ABUSE.MOM — BEHAVE OR GET EXPOSED
| Signature | Description | Points | Severity |
|---|---|---|---|
| UA bot: spider | Known bot/crawler User-Agent detected | +40 | |
| Foreign referer seen | Referer from unrelated external domain | +10 | |
| 404 ratio >= 60% | Majority of requests returned 404 — enumeration | +25 |
Reconstructed HTTP requests from server access logs. Target domains redacted for security.
* Typical request patterns for detected signatures. Actual target domains are redacted.
Address UA spoofing from 180.153.236.167: maintain blocklist of known malicious UA strings, require consistent UA across sessions, implement TLS fingerprinting.
IP 180.153.236.167 is enumerating directories.
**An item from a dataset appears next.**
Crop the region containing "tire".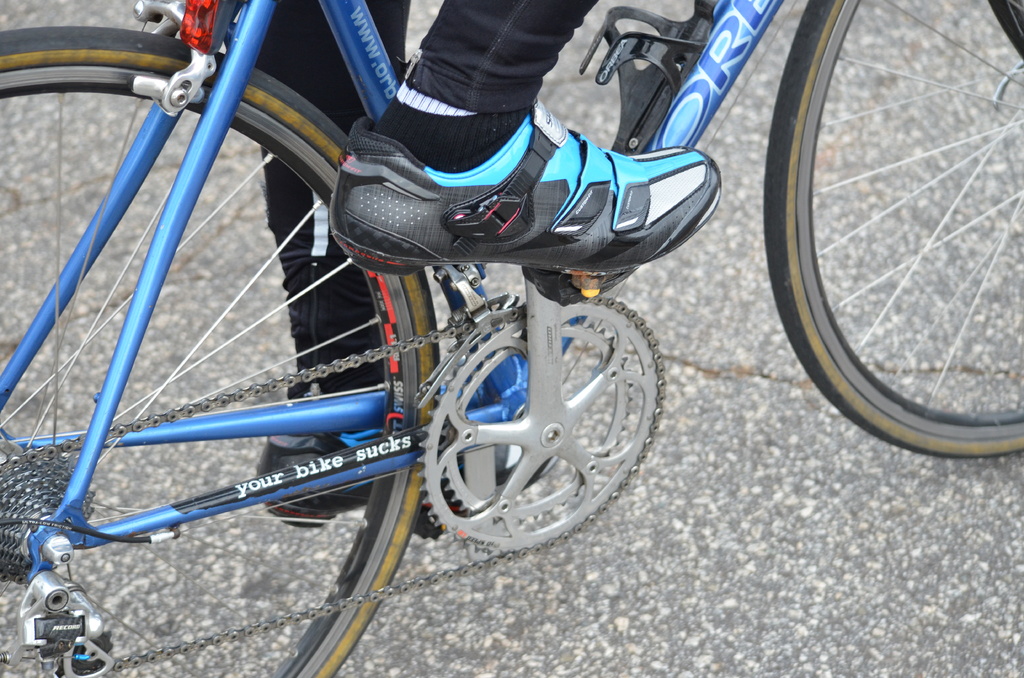
Crop region: [left=0, top=32, right=438, bottom=677].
Configure fail2ban apache-404 jail after 10+ 404 errors. Disable directory listings. Normalize all 404 responses.
Other blocked IPs from the same /24 subnet — indicates systematic abuse from this network range.
This IP was checked against major DNS-based blacklists used by mail servers and firewalls worldwide.
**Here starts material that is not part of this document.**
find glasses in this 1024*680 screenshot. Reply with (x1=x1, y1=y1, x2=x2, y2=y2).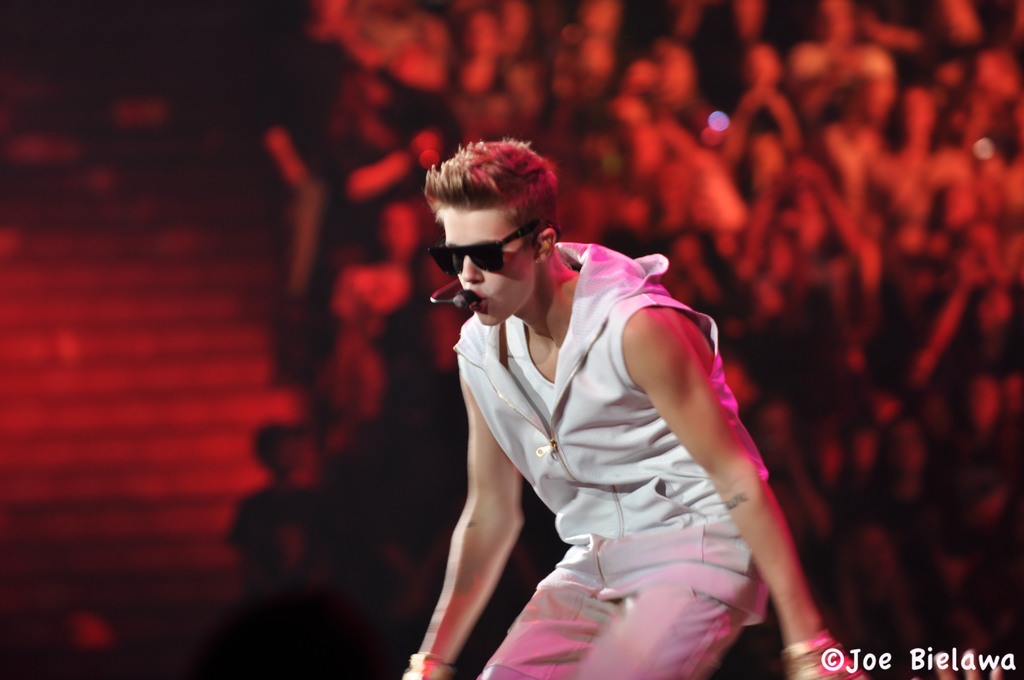
(x1=429, y1=222, x2=531, y2=280).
Checked: Spamhaus, SpamCop, Barracuda, SORBS, CBL, UCEProtect. Results may change over time.
180.153.236.167 has been assigned a threat score of 75/100 (High). This classifies it as a high-severity threat. Proactive blocking is recommended for sensitive infrastructure.
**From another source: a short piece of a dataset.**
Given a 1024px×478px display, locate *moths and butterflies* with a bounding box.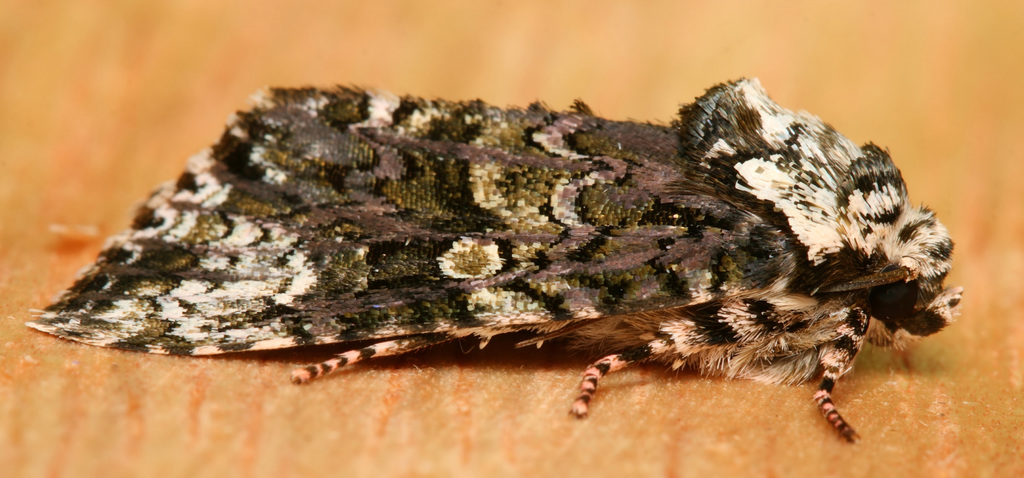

The following attack categories were identified:
IP address 180.153.236.167 has been traced to Shanghai, China, operating on the network of China Telecom (Group). Our threat detection systems have flagged this address based on observed malicious behavior patterns. Over a period of 27 days, this IP generated 4 malicious requests, averaging approximately 0.1 requests per day. Operating from a residential network, this IP may represent a compromised home gateway or IoT device that has been drafted into a larger attack infrastructure. Two attack patterns were identified (User-Agent Anomaly and Path Enumeration), suggesting a semi-automated campaign that targets multiple vulnerabilities. Our records show 219 malicious IPs originating from China, positioning it as a significant contributor to global threat activity. The score of 75/100 indicates a confirmed malicious actor. Network-level blocking is appropriate.
This IP is classified as residential, suggesting it may belong to a compromised home device, IoT botnet member, or an infected personal computer. Residential IPs involved in attacks often indicate malware infection without the owner's knowledge.
Examining HTTP headers beyond User-Agent reveals attack tools and automated scripts. Missing standard headers, unusual ordering, non-standard values, and inconsistencies with claimed client identity all serve as reliable detection signals.
MFA dramatically reduces the effectiveness of credential-based attacks. Even when passwords are compromised through phishing or data breaches, the additional authentication factor prevents unauthorized access in the vast majority of cases.